I nodded. "So, what's your story?"
"My story?"
"Yes. You're playing a violin on the street for money. I figure you must have a story."
She'd opened the bag of chips and poured them onto her plate. She'd gotten the BBQ flavor, and I liked that she didn't eat them from the bag. "I'm a student at the university. I have a job, if that's what you're asking, but I play on the street because I have to practice somewhere and my neighbors complain to the landlord if I do it in the apartment. So I set up outside, and I figured I'd turn it into a side hustle too. I mean, what's it hurt?"
"What's your major?"
"Sociology."
I'd liked her. She'd asked about me and I'd started from my own college days and quickly skipped to the part where I was doing well in real estate.

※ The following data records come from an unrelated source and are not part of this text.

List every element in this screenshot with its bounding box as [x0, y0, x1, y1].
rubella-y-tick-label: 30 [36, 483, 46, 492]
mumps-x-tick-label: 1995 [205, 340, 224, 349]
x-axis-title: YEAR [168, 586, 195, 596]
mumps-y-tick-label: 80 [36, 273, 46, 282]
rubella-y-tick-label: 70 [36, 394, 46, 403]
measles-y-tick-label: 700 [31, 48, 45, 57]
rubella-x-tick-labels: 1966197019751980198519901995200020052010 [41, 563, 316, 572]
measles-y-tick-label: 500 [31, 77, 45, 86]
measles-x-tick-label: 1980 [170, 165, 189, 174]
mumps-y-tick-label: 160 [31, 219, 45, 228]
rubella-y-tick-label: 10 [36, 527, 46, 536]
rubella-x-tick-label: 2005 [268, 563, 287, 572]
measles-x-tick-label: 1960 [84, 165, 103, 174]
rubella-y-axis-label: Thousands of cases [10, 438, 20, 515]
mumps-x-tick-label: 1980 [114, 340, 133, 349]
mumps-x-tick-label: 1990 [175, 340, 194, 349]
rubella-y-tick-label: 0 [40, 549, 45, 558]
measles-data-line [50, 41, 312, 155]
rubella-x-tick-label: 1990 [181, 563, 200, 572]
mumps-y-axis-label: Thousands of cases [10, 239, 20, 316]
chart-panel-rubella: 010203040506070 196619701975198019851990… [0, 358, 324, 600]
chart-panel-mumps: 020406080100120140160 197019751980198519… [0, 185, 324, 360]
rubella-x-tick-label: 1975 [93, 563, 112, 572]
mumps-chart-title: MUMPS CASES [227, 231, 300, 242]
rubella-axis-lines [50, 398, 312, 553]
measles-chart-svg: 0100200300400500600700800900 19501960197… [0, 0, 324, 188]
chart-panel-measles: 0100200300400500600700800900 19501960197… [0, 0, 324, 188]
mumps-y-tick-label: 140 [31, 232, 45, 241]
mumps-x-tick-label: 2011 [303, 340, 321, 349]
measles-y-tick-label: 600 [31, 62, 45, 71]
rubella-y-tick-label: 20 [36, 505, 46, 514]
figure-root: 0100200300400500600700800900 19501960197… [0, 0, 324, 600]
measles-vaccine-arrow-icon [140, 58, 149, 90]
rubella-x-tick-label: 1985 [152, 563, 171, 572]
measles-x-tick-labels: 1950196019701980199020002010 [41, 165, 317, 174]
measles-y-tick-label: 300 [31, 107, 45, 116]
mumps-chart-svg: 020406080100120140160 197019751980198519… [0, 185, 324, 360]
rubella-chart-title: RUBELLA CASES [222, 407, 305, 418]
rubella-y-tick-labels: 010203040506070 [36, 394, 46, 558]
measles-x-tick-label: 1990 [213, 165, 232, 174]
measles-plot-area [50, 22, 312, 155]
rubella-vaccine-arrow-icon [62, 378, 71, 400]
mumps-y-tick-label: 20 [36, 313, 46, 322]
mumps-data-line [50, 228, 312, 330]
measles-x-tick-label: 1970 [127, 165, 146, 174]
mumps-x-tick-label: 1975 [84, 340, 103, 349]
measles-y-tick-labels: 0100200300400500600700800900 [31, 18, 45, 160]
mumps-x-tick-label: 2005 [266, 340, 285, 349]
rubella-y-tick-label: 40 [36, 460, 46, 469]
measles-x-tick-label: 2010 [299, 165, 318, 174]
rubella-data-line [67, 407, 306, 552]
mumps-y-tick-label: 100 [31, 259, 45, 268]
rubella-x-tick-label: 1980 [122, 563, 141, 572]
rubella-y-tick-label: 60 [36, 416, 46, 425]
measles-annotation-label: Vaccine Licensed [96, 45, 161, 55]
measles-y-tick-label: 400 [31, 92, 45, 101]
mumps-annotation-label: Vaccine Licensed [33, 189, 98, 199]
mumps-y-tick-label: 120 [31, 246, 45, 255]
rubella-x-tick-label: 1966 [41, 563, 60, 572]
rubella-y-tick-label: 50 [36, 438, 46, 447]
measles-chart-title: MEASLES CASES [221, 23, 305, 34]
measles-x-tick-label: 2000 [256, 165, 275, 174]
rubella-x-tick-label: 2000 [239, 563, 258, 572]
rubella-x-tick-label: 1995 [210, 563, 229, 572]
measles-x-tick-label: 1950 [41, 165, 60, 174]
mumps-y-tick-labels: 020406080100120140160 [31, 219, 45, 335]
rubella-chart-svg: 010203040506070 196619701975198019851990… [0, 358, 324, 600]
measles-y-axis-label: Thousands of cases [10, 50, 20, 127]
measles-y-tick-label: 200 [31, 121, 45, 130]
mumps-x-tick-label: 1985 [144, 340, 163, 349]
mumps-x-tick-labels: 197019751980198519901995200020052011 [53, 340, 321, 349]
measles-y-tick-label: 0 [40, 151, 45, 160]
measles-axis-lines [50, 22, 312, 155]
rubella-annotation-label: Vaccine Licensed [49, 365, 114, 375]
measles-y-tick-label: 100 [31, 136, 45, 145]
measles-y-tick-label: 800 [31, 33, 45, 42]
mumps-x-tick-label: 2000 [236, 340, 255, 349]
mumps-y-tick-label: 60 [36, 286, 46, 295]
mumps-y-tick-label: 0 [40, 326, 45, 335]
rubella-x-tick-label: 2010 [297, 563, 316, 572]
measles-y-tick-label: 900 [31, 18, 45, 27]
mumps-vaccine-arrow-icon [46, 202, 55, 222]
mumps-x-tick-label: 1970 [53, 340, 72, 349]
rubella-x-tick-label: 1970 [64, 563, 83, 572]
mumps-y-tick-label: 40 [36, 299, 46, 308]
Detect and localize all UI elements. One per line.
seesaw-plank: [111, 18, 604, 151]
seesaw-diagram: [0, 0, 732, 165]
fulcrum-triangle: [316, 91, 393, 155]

"That's not why I'm here, by the way," she said, bringing the straw in her drink to her lips.
"What isn't?"
"Your money. The hundred you dropped in my case. That's not why I'm here."
"Oh? Then why are you here?"
"Your face."
"My face?"
"Yes. It's an interesting face. I wanted to get to know the person behind it."
"But the hundred didn't hurt anything?"
"Well, it got me to look up at least."
When lunch was over we didn't say much else to each other. It was like a foregone conclusion that neither of us questioned. I took her arm in mine and she led me to her apartment. There had been no making out, in fact hardly any kissing at all. We entered her apartment, our clothes came off, and we had slow, quiet, intense sex.
And now I was stuck in that awkward place after sex with a total stranger. She came back from the bathroom, all pert breasts and long legs. She flopped into bed and turned to look at me.
"I probably should give you a scar."
I sat up, quickly. "What?" I sputtered.
She lay back and laughed. "I should give you a scar."
"Whatever would make you say that?"
"You have great stories behind your scars. I want to be one of those stories."
I lay back on my elbows. "I'm not sure I like that idea."
She rolled over. "Just a little one?"
"No."
"Do you do this often?"
"What?"
"Sleep with women you barely know?"
I could feel myself blush, and didn't answer her.
"That's what I thought. I want you to remember me. I want to be a scar story."
"Couldn't we just have dinner next week?"
She stuck her lower lip out in an exaggerated pout. "It's not the same. I want to be a story you tell to a woman twenty years from now. The crazy sociology major I banged in 2017."
I looked at her emerald eyes and disarming smile, and seriously considered what she was suggesting. It really would make a good story some day.